Barton LLP
New York, New York
Alistair Mactaggart, who proposed the 2018 ballot initiative that prompted the California legislature to pass the California Consumer Privacy Act (CCPA), has proposed a new ballot initiative that, if passed, could bring California closer to the European standard of privacy. As in the past, other states may well follow California’s lead.
The ballot initiative, announced on September 23rd, seeks to amend the CCPA with five new provisions. Two of them closely resemble General Data Protection Regulation (GDPR) standards. The first would establish an independent Privacy Protection Agency, in effect removing CCPA enforcement from the Office of the Attorney General. Within the European Union, each Member State has such an agency, called a Supervisory Authority, that has the power to investigate claims of GDPR violation and levy fines. Several authorities have already done so, including the Information Commissioner’s Office of the United Kingdom, which fined British Airways £183 million in connection with its 2018 data breach, and the CNIL of France, which levied a fine of €50 million against Google for failures of transparency with regard to data privacy.
The second significant provision would require organizations that use algorithms that impact employment, housing and credit decisions to provide explanations of the algorithms’ logic and reasoning. This closely resembles a similar provision in Article 22 of the GDPR.

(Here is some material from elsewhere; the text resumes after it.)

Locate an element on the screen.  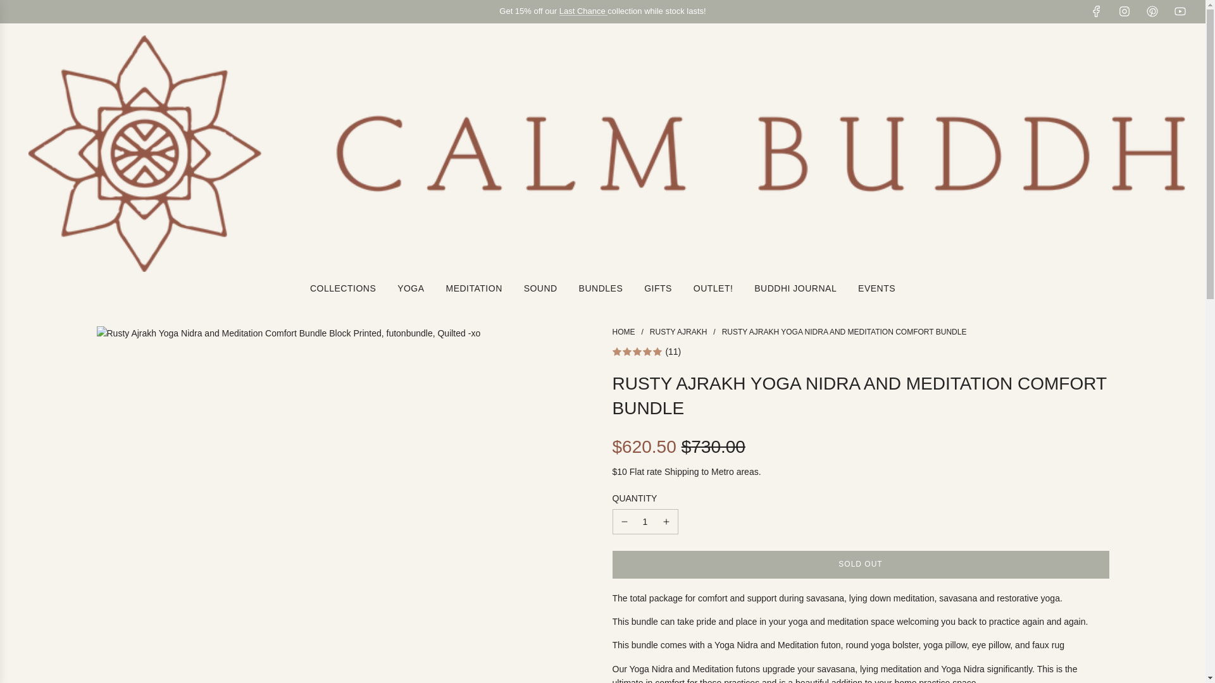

California is unique in permitting a statute like CCPA to be amended by acts of the Legislature and by ballot initiative. The thrust of the amendments differs greatly between these two methods. The ballot initiative seeks to expend privacy protections under CCPA, while the legislative amendments seek to narrow them. Five amendments were passed by the legislature before it adjourned on September 13th and are awaiting signature by Governor Gavin Newsom. Some may consider them common-sense, practical adjustments, such as the amendment that removes employee information from the protections accorded to consumer data (AB25), and the amendment that removes notice, access and deletion rights from certain business-to-business communications or transactions (AB 1335).
While these amendments, if signed by the Governor, may grant more certainty for businesses who access Californians’ data (and most businesses with a website will certainly do so and thereby be subject to CCPA), the ballot initiative with its potential for privacy rights expansion may make planning more difficult. Add to this mix the fact that, in the absence of federal legislation, over twenty states introduced privacy and/or cybersecurity bills in the last session. Some bills, like the Washington Privacy Act and the New Mexico Consumer Privacy Act, also closely hew to more expansive GDPR standards. Several states, such as Colorado, Ohio, Illinois, Vermont and, most recently, New York, have already enacted stringent privacy and/or cybersecurity statutes.
To make practical sense of all this and increase growth by gaining trust of business customers and consumers, organizations that market nationally (as do most that have a website) and internationally, should seek advice as to how to prepare information management processes that meet the common themes of these provisions. They will only get stricter, and consumers will only be more vigilant in confirming an organization’s commitment to privacy.